April 3, 2019 By Danielle Kirsh

blood-tests-sepsis

[Image from unsplash.com]

Researchers from Stanford University have developed a device that can detect signs of tuberculosis in blood and urine samples.

The current method for testing for tuberculosis involves patients having to cough up fluid on command, a task that might be difficult for kids and people who have HIV/AIDS. The Stanford University-developed device has no moving parts and doesn’t need much electricity to work, which means it could be used in developing countries.

Tuberculosis bacteria affects about one-quarter of the world’s population, according to the World Health Organization. A small portion of those with the tuberculosis bacteria will become sick with tuberculosis. In 2017 alone, approximately 10 million people in the world were sick with tuberculosis. The researchers report that there are over 3 million tuberculosis cases that go undiagnosed each year.

Since tuberculosis affects a person’s lungs, patients have to cough up fluid from their lungs so doctors can test for the disease.
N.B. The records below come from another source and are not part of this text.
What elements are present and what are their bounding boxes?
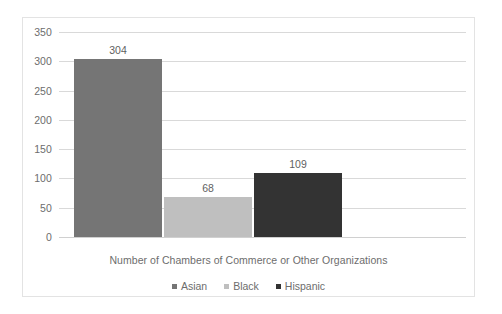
bar-hispanic: 109	[254, 173, 342, 237]
y-axis-tick-label: 350	[34, 26, 52, 38]
legend-square-icon	[224, 284, 229, 289]
y-axis-tick-label: 200	[34, 114, 52, 126]
legend-label: Hispanic	[285, 280, 325, 292]
bar-rect	[254, 173, 342, 237]
y-axis-tick-label: 100	[34, 172, 52, 184]
legend-square-icon	[276, 284, 281, 289]
legend-label: Asian	[181, 280, 207, 292]
bar-value-label: 109	[254, 158, 342, 170]
bar-black: 68	[164, 197, 252, 237]
y-axis-tick-label: 300	[34, 55, 52, 67]
gridline: 0	[59, 237, 466, 238]
legend-square-icon	[172, 284, 177, 289]
bar-value-label: 68	[164, 182, 252, 194]
legend-item-asian[interactable]: Asian	[172, 280, 207, 292]
plot-area: 050100150200250300350 30468109	[59, 32, 466, 237]
bar-rect	[164, 197, 252, 237]
bar-value-label: 304	[74, 44, 162, 56]
y-axis-tick-label: 150	[34, 143, 52, 155]
y-axis-tick-label: 250	[34, 85, 52, 97]
bar-series: 30468109	[59, 32, 466, 237]
bar-asian: 304	[74, 59, 162, 237]
legend-item-black[interactable]: Black	[224, 280, 259, 292]
legend-item-hispanic[interactable]: Hispanic	[276, 280, 325, 292]
chart-legend: AsianBlackHispanic	[23, 280, 474, 292]
y-axis-tick-label: 50	[40, 202, 52, 214]
bar-rect	[74, 59, 162, 237]
chart-container: 050100150200250300350 30468109 Number of…	[22, 17, 475, 297]
y-axis-tick-label: 0	[46, 231, 52, 243]
x-axis-title: Number of Chambers of Commerce or Other …	[23, 254, 474, 266]
legend-label: Black	[233, 280, 259, 292]
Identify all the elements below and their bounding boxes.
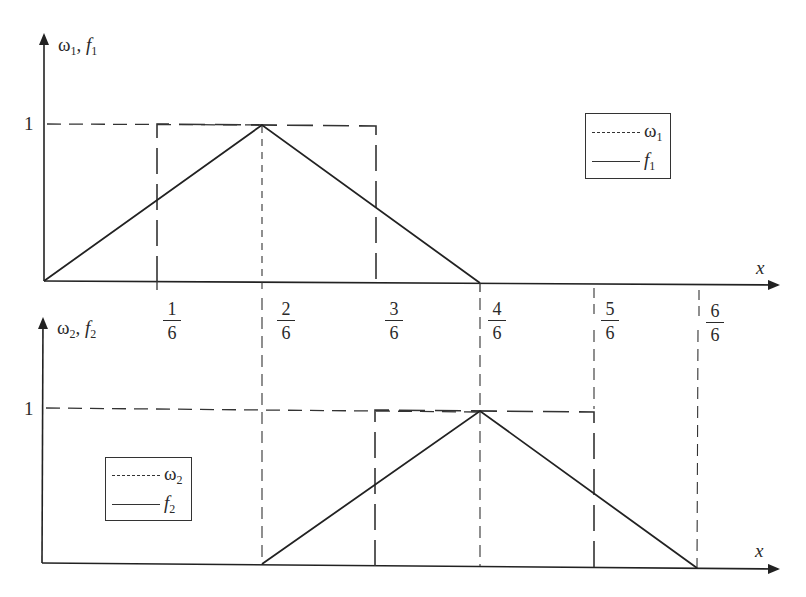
top-y-axis-label: ω1, f1 [58, 35, 97, 57]
top-x-axis [44, 281, 778, 285]
bottom-panel [42, 319, 778, 569]
bottom-x-axis-label: x [755, 541, 763, 560]
fraction-guides [262, 288, 699, 568]
x-tick-3-6: 36 [385, 300, 403, 342]
solid-line-swatch-icon [112, 504, 160, 505]
top-omega1-series [157, 124, 376, 283]
bottom-y-tick-1: 1 [24, 399, 34, 418]
dashed-line-swatch-icon [112, 475, 160, 476]
top-y-tick-1: 1 [24, 114, 34, 133]
legend-item-f1: f1 [592, 150, 655, 172]
x-tick-5-6: 56 [601, 300, 619, 342]
top-legend: ω1 f1 [585, 113, 671, 179]
x-tick-2-6: 26 [277, 300, 295, 342]
top-x-axis-label: x [756, 258, 764, 277]
legend-item-f2: f2 [112, 493, 175, 515]
bottom-x-axis [42, 563, 778, 569]
x-tick-4-6: 46 [488, 300, 506, 342]
solid-line-swatch-icon [592, 161, 640, 162]
legend-item-omega2: ω2 [112, 464, 183, 486]
bottom-omega2-series [375, 410, 594, 568]
bottom-y-axis [42, 319, 43, 563]
legend-item-omega1: ω1 [592, 121, 663, 143]
bottom-legend: ω2 f2 [105, 457, 192, 521]
x-tick-1-6: 16 [163, 300, 181, 342]
bottom-y-axis-label: ω2, f2 [57, 318, 96, 340]
x-tick-6-6: 66 [706, 302, 724, 344]
dashed-line-swatch-icon [592, 132, 640, 133]
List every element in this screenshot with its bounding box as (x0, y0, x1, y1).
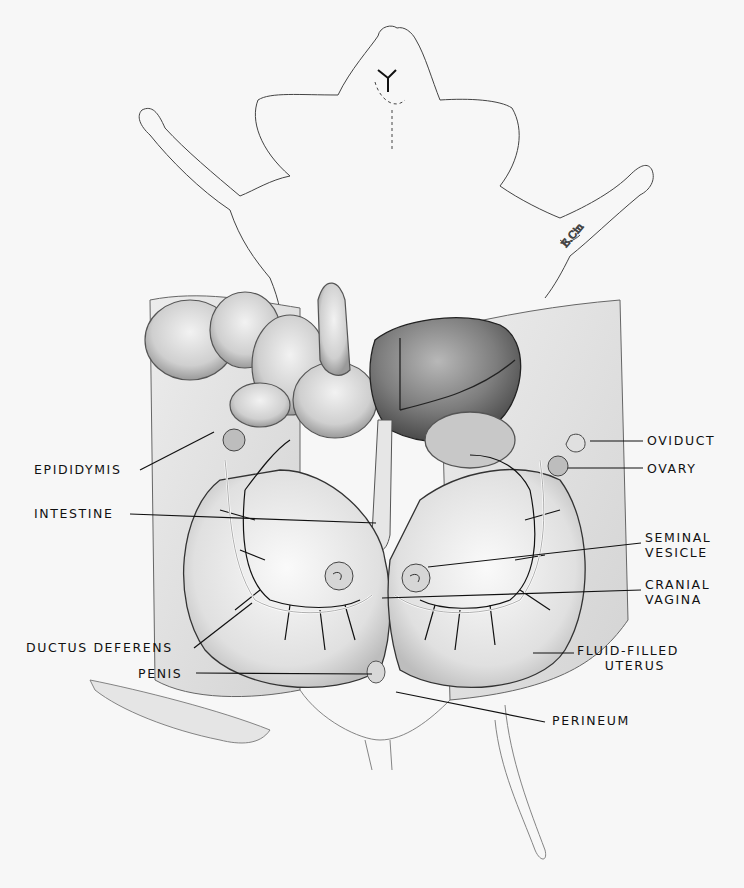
hindquarters-outline (90, 680, 546, 859)
mouse-illustration: E.Cin (0, 0, 744, 888)
ovary-right (548, 456, 568, 476)
label-penis: PENIS (138, 666, 182, 681)
label-ductus-deferens: DUCTUS DEFERENS (26, 640, 173, 655)
head-and-forelimbs-outline: E.Cin (139, 26, 653, 310)
label-seminal-vesicle: SEMINAL VESICLE (645, 530, 711, 560)
label-epididymis: EPIDIDYMIS (34, 462, 121, 477)
epididymis-gonad-left (223, 429, 245, 451)
artist-signature: E.Cin (559, 221, 586, 250)
liver (370, 318, 521, 468)
label-intestine: INTESTINE (34, 506, 113, 521)
label-ovary: OVARY (647, 461, 696, 476)
label-fluid-filled-uterus: FLUID-FILLED UTERUS (577, 643, 679, 673)
penis-shape (367, 661, 385, 683)
mouse-anatomy-diagram: E.Cin (0, 0, 744, 888)
label-perineum: PERINEUM (552, 713, 630, 728)
label-cranial-vagina: CRANIAL VAGINA (645, 577, 710, 607)
label-oviduct: OVIDUCT (647, 433, 715, 448)
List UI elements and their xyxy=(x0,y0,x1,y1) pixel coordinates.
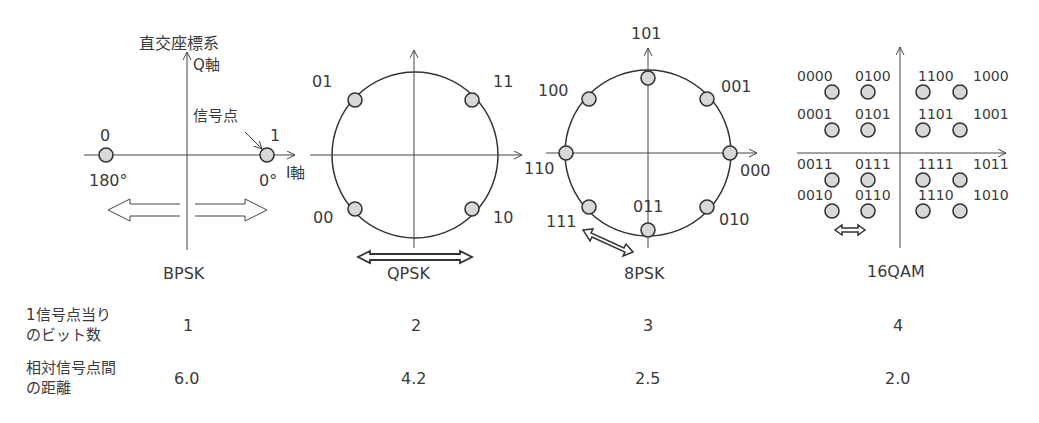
distance-bpsk: 6.0 xyxy=(174,369,199,388)
qpsk-diagram xyxy=(310,50,522,263)
bits-per-symbol-label: 1信号点当り のビット数 xyxy=(26,305,111,345)
relative-distance-label-line2: の距離 xyxy=(26,378,116,398)
8psk-label-100: 100 xyxy=(538,81,569,100)
16qam-label: 0000 xyxy=(797,68,833,84)
16qam-label: 0001 xyxy=(797,106,833,122)
16qam-label: 0101 xyxy=(855,106,891,122)
double-arrow-16qam xyxy=(835,225,865,235)
16qam-label: 1110 xyxy=(918,187,954,203)
16qam-label: 0011 xyxy=(797,156,833,172)
distance-qpsk: 4.2 xyxy=(401,369,426,388)
16qam-title: 16QAM xyxy=(867,262,925,281)
8psk-label-001: 001 xyxy=(721,77,752,96)
distance-16qam: 2.0 xyxy=(885,369,910,388)
constellation-diagrams xyxy=(0,0,1039,423)
bpsk-point-1: 1 xyxy=(270,126,280,145)
8psk-label-111: 111 xyxy=(546,212,577,231)
q-axis-label: Q軸 xyxy=(193,53,220,74)
double-arrow-right xyxy=(195,199,267,221)
16qam-label: 1011 xyxy=(973,156,1009,172)
8psk-label-000: 000 xyxy=(740,161,771,180)
8psk-label-101: 101 xyxy=(631,24,662,43)
8psk-title: 8PSK xyxy=(624,264,664,283)
16qam-label: 1100 xyxy=(918,68,954,84)
qpsk-title: QPSK xyxy=(387,264,430,283)
bpsk-angle-180: 180° xyxy=(89,171,128,190)
double-arrow-left xyxy=(108,199,180,221)
signal-point-pointer xyxy=(245,132,262,149)
8psk-label-110: 110 xyxy=(524,159,555,178)
double-arrow-qpsk xyxy=(358,251,472,263)
bits-8psk: 3 xyxy=(643,316,653,335)
bits-per-symbol-label-line2: のビット数 xyxy=(26,325,111,345)
qpsk-label-10: 10 xyxy=(493,208,513,227)
16qam-label: 1111 xyxy=(918,156,954,172)
relative-distance-label: 相対信号点間 の距離 xyxy=(26,358,116,398)
bpsk-point-0: 0 xyxy=(100,126,110,145)
8psk-label-011: 011 xyxy=(633,197,664,216)
16qam-label: 1000 xyxy=(973,68,1009,84)
16qam-label: 0010 xyxy=(797,187,833,203)
16qam-label: 0111 xyxy=(855,156,891,172)
bits-per-symbol-label-line1: 1信号点当り xyxy=(26,305,111,325)
qpsk-label-01: 01 xyxy=(312,72,332,91)
16qam-label: 1101 xyxy=(918,106,954,122)
bits-qpsk: 2 xyxy=(411,316,421,335)
signal-point-label: 信号点 xyxy=(193,104,238,125)
16qam-label: 1010 xyxy=(973,187,1009,203)
coordinate-system-label: 直交座標系 xyxy=(139,30,219,54)
i-axis-label: I軸 xyxy=(286,161,305,182)
qpsk-label-00: 00 xyxy=(313,208,333,227)
8psk-label-010: 010 xyxy=(719,210,750,229)
bpsk-angle-0: 0° xyxy=(259,171,277,190)
16qam-label: 0100 xyxy=(855,68,891,84)
relative-distance-label-line1: 相対信号点間 xyxy=(26,358,116,378)
bpsk-title: BPSK xyxy=(163,264,204,283)
qpsk-label-11: 11 xyxy=(493,72,513,91)
bits-16qam: 4 xyxy=(893,316,903,335)
distance-8psk: 2.5 xyxy=(635,369,660,388)
16qam-label: 1001 xyxy=(973,106,1009,122)
16qam-label: 0110 xyxy=(855,187,891,203)
bits-bpsk: 1 xyxy=(183,316,193,335)
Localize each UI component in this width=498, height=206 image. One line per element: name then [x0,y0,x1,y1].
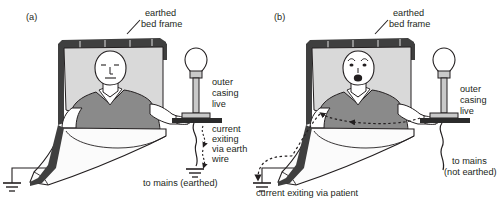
a-current-label-line1: current [212,124,241,134]
a-lamp-bulb [185,48,207,72]
a-lamp-label-line2: casing [212,88,239,98]
b-mains-label-line1: to mains [452,156,487,166]
b-bedframe-label-line1: earthed [393,8,424,18]
b-lamp-stem [441,78,447,113]
a-earth-symbol-mains [186,169,204,177]
b-lamp-label-line2: casing [460,95,487,105]
b-mouth-open [354,74,362,81]
b-mains-cord [440,123,444,170]
figure-root: (a) earthed bed frame outer casing live … [0,0,498,206]
a-mains-label: to mains (earthed) [143,178,218,188]
b-lamp [430,48,458,118]
a-lamp-stem [193,78,199,113]
a-table [172,118,222,123]
a-earth-symbol-bed [3,183,21,191]
panel-a [3,20,222,191]
a-current-label-line4: wire [212,154,229,164]
panel-b-tag: (b) [274,12,285,22]
a-mains-cord [193,123,197,166]
b-bedframe-label-line2: bed frame [389,19,430,29]
a-bedframe-label-line2: bed frame [141,19,182,29]
b-current-label: current exiting via patient [256,188,358,198]
b-lamp-collar [438,71,450,78]
b-lamp-bulb [433,48,455,72]
a-current-label-line3: via earth [212,144,247,154]
a-bedframe-leader [127,20,140,34]
a-lamp-base [182,113,210,118]
b-lamp-label-line3: live [460,106,474,116]
b-lamp-label-line1: outer [460,84,481,94]
b-table [420,118,470,123]
panel-b [253,20,470,191]
b-mains-label-line2: (not earthed) [444,167,497,177]
a-lamp [182,48,210,118]
diagram-svg [0,0,498,206]
panel-a-tag: (a) [26,12,37,22]
a-current-label-line2: exiting [212,134,239,144]
a-current-arrows [202,126,205,166]
b-lamp-base [430,113,458,118]
a-lamp-label-line1: outer [212,77,233,87]
b-bedframe-leader [375,20,388,34]
a-bedframe-label-line1: earthed [145,8,176,18]
a-lamp-collar [190,71,202,78]
a-lamp-label-line3: live [212,99,226,109]
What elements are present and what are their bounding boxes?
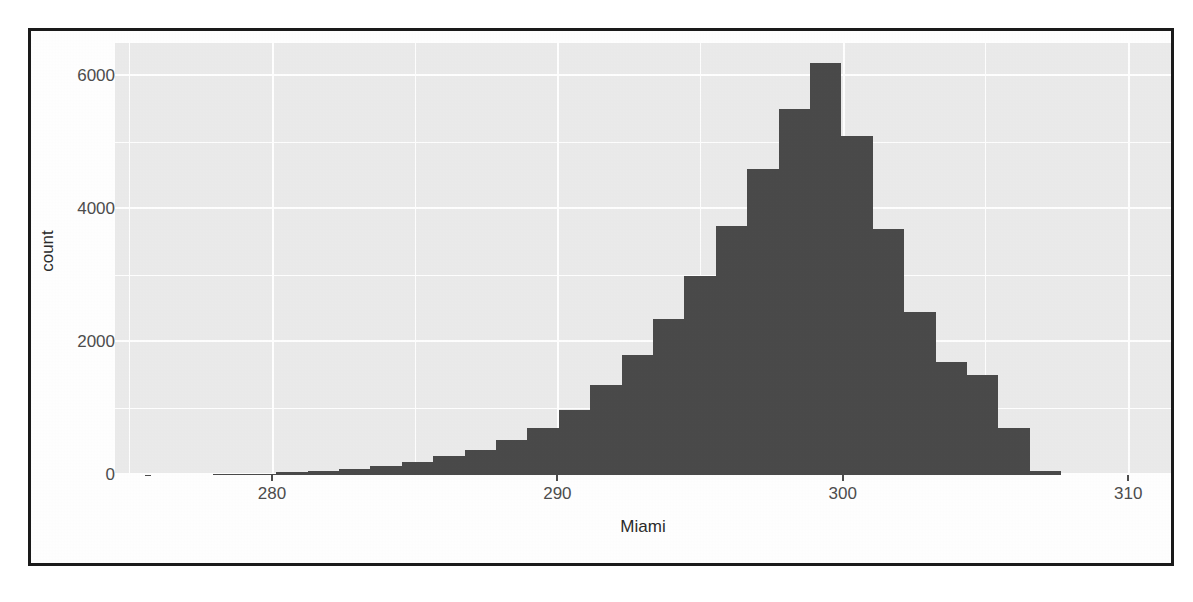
- histogram-bar: [402, 462, 433, 475]
- x-axis-tick-label: 280: [258, 484, 286, 504]
- histogram-bar: [747, 169, 778, 475]
- histogram-bar: [873, 229, 904, 475]
- x-axis-tick-label: 290: [543, 484, 571, 504]
- histogram-bar: [904, 312, 935, 475]
- y-axis-tick-labels: 0200040006000: [59, 43, 115, 475]
- histogram-bar: [684, 276, 715, 475]
- histogram-bar: [716, 226, 747, 475]
- histogram-bar: [779, 109, 810, 475]
- histogram-bar: [653, 319, 684, 475]
- plot-panel: [115, 43, 1171, 475]
- histogram-bar: [810, 63, 841, 475]
- histogram-chart: count 0200040006000 280290300310 Miami: [31, 31, 1171, 563]
- histogram-bar: [465, 450, 496, 475]
- histogram-bar: [559, 410, 590, 475]
- x-axis-ticks: 280290300310: [115, 475, 1171, 515]
- histogram-bar: [590, 385, 621, 475]
- histogram-bars: [115, 43, 1171, 475]
- x-axis-title: Miami: [115, 517, 1171, 537]
- histogram-bar: [527, 428, 558, 475]
- y-axis-tick-label: 2000: [59, 332, 115, 352]
- histogram-bar: [622, 355, 653, 475]
- histogram-bar: [967, 375, 998, 475]
- x-axis-tick-mark: [1127, 475, 1129, 481]
- x-axis-tick-mark: [556, 475, 558, 481]
- histogram-bar: [370, 466, 401, 475]
- y-axis-tick-label: 0: [59, 465, 115, 485]
- histogram-bar: [841, 136, 872, 475]
- y-axis-tick-label: 6000: [59, 66, 115, 86]
- y-axis-title-text: count: [38, 230, 58, 272]
- x-axis-tick-mark: [271, 475, 273, 481]
- histogram-bar: [496, 440, 527, 475]
- x-axis-tick-label: 300: [829, 484, 857, 504]
- y-axis-title: count: [37, 31, 59, 471]
- histogram-bar: [998, 428, 1029, 475]
- y-axis-tick-label: 4000: [59, 199, 115, 219]
- histogram-bar: [936, 362, 967, 475]
- figure-frame: count 0200040006000 280290300310 Miami: [28, 28, 1174, 566]
- histogram-bar: [433, 456, 464, 475]
- x-axis-tick-label: 310: [1114, 484, 1142, 504]
- x-axis-tick-mark: [842, 475, 844, 481]
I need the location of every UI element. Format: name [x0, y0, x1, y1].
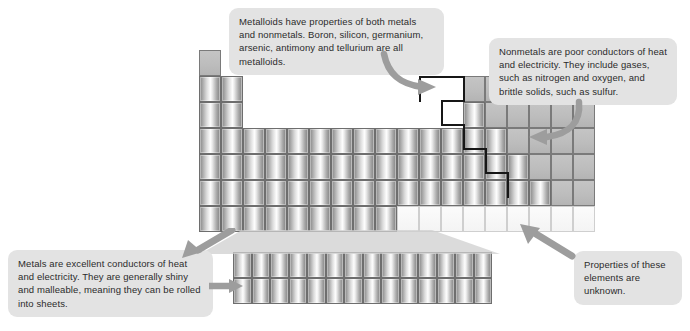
element-cell-metal [265, 154, 287, 180]
callout-metals-text: Metals are excellent conductors of heat … [18, 257, 203, 310]
element-cell-metal [463, 128, 485, 154]
element-cell-metal [375, 128, 397, 154]
metalloid-boundary-segment [485, 148, 487, 174]
element-cell-metal [199, 102, 221, 128]
element-cell-metal [265, 180, 287, 206]
metalloid-boundary-segment [507, 172, 509, 198]
callout-nonmetals: Nonmetals are poor conductors of heat an… [489, 38, 677, 105]
element-cell-metal [353, 128, 375, 154]
element-cell-metal [400, 278, 419, 304]
element-cell-metal [353, 180, 375, 206]
element-cell-nonmetal [573, 154, 595, 180]
metalloid-boundary-segment [463, 124, 465, 150]
element-cell-metal [485, 180, 507, 206]
element-cell-metal [199, 128, 221, 154]
arrow-metalloids [378, 50, 446, 98]
metalloid-boundary-segment [485, 172, 509, 174]
element-cell-metal [331, 180, 353, 206]
element-cell-metal [287, 128, 309, 154]
element-cell-metal [485, 154, 507, 180]
element-cell-metal [287, 154, 309, 180]
arrow-nonmetals [515, 98, 587, 148]
element-cell-metal [265, 128, 287, 154]
element-cell-nonmetal [463, 76, 485, 102]
element-cell-metal [243, 180, 265, 206]
element-cell-metal [344, 278, 363, 304]
element-cell-nonmetal [199, 50, 221, 76]
element-cell-metal [331, 128, 353, 154]
metalloid-boundary-segment [441, 100, 465, 102]
element-cell-metal [221, 76, 243, 102]
element-cell-metal [199, 180, 221, 206]
metalloid-boundary-segment [441, 100, 443, 126]
element-cell-metal [326, 278, 345, 304]
element-cell-metal [418, 278, 437, 304]
element-cell-metal [287, 180, 309, 206]
element-cell-metal [375, 154, 397, 180]
element-cell-metal [397, 154, 419, 180]
element-cell-metal [243, 128, 265, 154]
element-cell-metal [221, 180, 243, 206]
arrow-metals-up [176, 228, 238, 258]
element-cell-metal [309, 128, 331, 154]
element-cell-nonmetal [529, 154, 551, 180]
arrow-unknown [508, 222, 580, 262]
element-cell-nonmetal [551, 180, 573, 206]
element-cell-metal [381, 278, 400, 304]
arrow-metals-right [209, 278, 243, 294]
element-cell-metal [363, 278, 382, 304]
element-cell-metal [507, 154, 529, 180]
callout-metals: Metals are excellent conductors of heat … [8, 250, 213, 317]
element-cell-metal [307, 278, 326, 304]
element-cell-nonmetal [573, 180, 595, 206]
element-cell-metal [397, 128, 419, 154]
element-cell-nonmetal [485, 102, 507, 128]
periodic-table-diagram: Metalloids have properties of both metal… [0, 0, 690, 331]
element-cell-metal [529, 180, 551, 206]
element-cell-metal [309, 180, 331, 206]
element-cell-metal [243, 154, 265, 180]
callout-nonmetals-text: Nonmetals are poor conductors of heat an… [499, 45, 667, 98]
element-cell-metal [199, 154, 221, 180]
element-cell-metal [221, 128, 243, 154]
element-cell-metal [441, 128, 463, 154]
element-cell-metal [353, 154, 375, 180]
element-cell-metal [397, 180, 419, 206]
element-cell-metal [485, 128, 507, 154]
element-cell-metal [463, 102, 485, 128]
element-cell-metal [419, 180, 441, 206]
element-cell-metal [455, 278, 474, 304]
metalloid-boundary-segment [441, 124, 465, 126]
element-cell-metal [463, 180, 485, 206]
callout-unknown: Properties of these elements are unknown… [574, 251, 682, 305]
element-cell-metal [289, 278, 308, 304]
metalloid-boundary-segment [463, 148, 487, 150]
element-cell-metal [507, 180, 529, 206]
metalloid-boundary-segment [463, 76, 465, 102]
element-cell-metal [199, 76, 221, 102]
element-cell-metal [474, 278, 493, 304]
element-cell-metal [331, 154, 353, 180]
callout-unknown-text: Properties of these elements are unknown… [584, 258, 672, 298]
element-cell-metal [441, 154, 463, 180]
element-cell-metal [221, 102, 243, 128]
element-cell-metal [375, 180, 397, 206]
element-cell-metal [419, 128, 441, 154]
element-cell-metal [463, 154, 485, 180]
element-cell-metal [270, 278, 289, 304]
element-cell-metal [437, 278, 456, 304]
element-cell-metal [309, 154, 331, 180]
element-cell-metal [221, 154, 243, 180]
element-cell-metal [252, 278, 271, 304]
element-cell-metal [419, 154, 441, 180]
element-cell-metal [441, 180, 463, 206]
connector-shadow [200, 228, 500, 256]
element-cell-nonmetal [551, 154, 573, 180]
But not everyone is able to cough up that sputum from the lungs.

The research team, led by Niaz Banaei, an associate professor of pathology and medicine, and Juan Santiago, a professor of mechanical engineering, wanted to develop a test that could search blood and urine for tuberculosis bacteria DNA, but tuberculosis typically doesn’t produce enough DNA with its proteins and other molecules. The next step was to develop a device that could separate relevant DNA bits from everything else in blood and urine.

Modern labs are able to do the processing of DNA in blood and urine, but the researchers set out to make a device that used very limited electricity and equipment to work in doctors’ offices.

The researchers figured out that they needed to get a pure sample of DNA in the most simple way. The team developed a device that builds on the fact that DNA and other molecules in blood and urine have different electric charges. When placed in an electric field, they move at different speeds.

Blood and urine can be placed in an electric field and device can use low power from a USB port to sort different molecules where the researchers can then grab the DNA and run tuberculosis bacteria tests.

The researchers have so far tested the device on eight patients and results have shown that the new test device is simpler and more reliable than previous testing methods.

The Stanford researcher now plan to optimize the test in more challenging situations and to test how the device works in various age groups and people with HIV/AIDS at different stages of infection.